|

South Korea: Won to significantly outperform other Asian currencies over the coming year – CE

Widening interest rate differentials between Korea and the rest of Emerging Asia will put upward pressure on the currency. Economists at Capital Economics expect the Korean won to significantly outperform other Asian currencies over the coming year.

Rate hikes coming in Korea as recovery gathers momentum

“If the recovery progresses as we expect, the central bank is likely to shift its attention away from supporting growth and towards containing financial risks. Low interest rates are feeding through to the fastest rise in house prices since 2007. Prices don’t look so stretched relative to incomes. But affordability is worsening across the country, and the central bank is becoming increasingly concerned.”

“We think the central bank will start raising interest rates at its final meeting of the year in November, with further rate hikes likely in 2022-23. Our forecasts are more hawkish than what other analysts are anticipating and what is being priced in by financial markets.”

“Policymakers are in less of a hurry to tighten elsewhere in Asia, and we expect most other central banks to leave rates unchanged throughout this year and next. In contrast, financial markets and other analysts are expecting many central banks to start tightening monetary policy in 2022.”

“If we’re right, a widening interest rate differential between Korea and the rest of Emerging Asia will put upward pressure on the currency. We expect the Korean Won to significantly outperform other Asian currencies over the next couple of years.”

Author

FXStreet Insights Team

The FXStreet Insights Team is a group of journalists that handpicks selected market observations published by renowned experts. The content includes notes by commercial as well as additional insights by internal and external analysts.

More from FXStreet Insights Team
Share:

Editor's Picks

EUR/USD rises to near 1.1650 amid dovish Fed expectations

EUR/USD edges higher after registering gains in the previous six successive sessions, trading around 1.1650 during the Asian hours on Monday. The pair appreciates as the US Dollar struggles amid dovish Federal Reserve expectations. Friday’s slower-than-expected US jobs growth suggests the US central bank could hold interest rates steady later this month.
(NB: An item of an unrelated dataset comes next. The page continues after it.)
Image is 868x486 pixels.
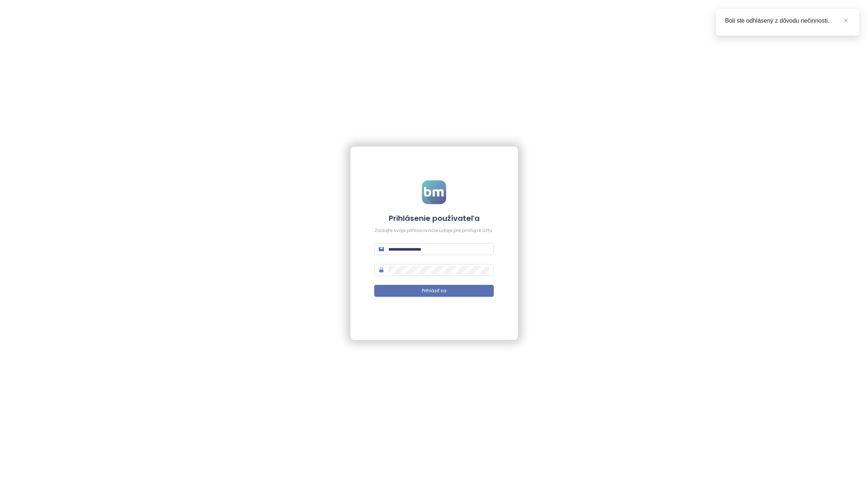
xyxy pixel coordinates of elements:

GBP/USD breaks below 1.3400, challenges the 200-day SMA

GBP/USD remains under heavy fire and retreats for the fourth consecutive day on Friday. Indeed, Cable suffers the strong performance of the Greenback, intensified post-mixed NFP, and trades at shouting distance from its critical 200-day SMA near 1.3380.

Gold hits a fresh record high as rising geopolitical risks boost safe-haven demand

Gold scales higher for the third straight day and climbs to a fresh all-time peak, beyond the $4,550 level, during the Asian session on Monday. Reports that US President Donald Trump is weighing a series of potential military options in Iran following deadly protests in the country fuel the risk of a further escalation of geopolitical tensions amid the protracted Russia-Ukraine war. This, along with rising bets for more rate cuts by the Fed, offsets the recent US Dollar rally and is seen benefiting the safe-haven bullion.

Week ahead: US CPI might challenge the geopolitics-boosted Dollar

Geopolitics may try to steal the limelight from US data. A possible US Supreme Court ruling on tariffs could dictate market movements. Dollar strength might be tested if investors refocus on Fed expectations. A crammed data calendar next week, US CPI comes on Tuesday; Fedspeak to intensify. Euro weakness persists, lingering risk of deterioration in US-EU relations.

The weekender: The market that refused to blink and dispersion is the signal

Last week was supposed to be a week of verdicts. Jobs. Tariffs. Rates. Instead, markets got ambiguity and treated it like oxygen. December payrolls undershot expectations but remained well within the market-perceived bullish-for-equities tolerance. 50,000 jobs added and unemployment down to 4.4% kept the data squarely in the Fed no-action zone. 

XRP trades under pressure amid weak retail demand

XRP presses down on the 50-day EMA support as risk-averse sentiment spreads despite a positive start to 2026. XRP faces declining retail demand, as reflected in futures Open Interest, which has fallen to $4.15 billion.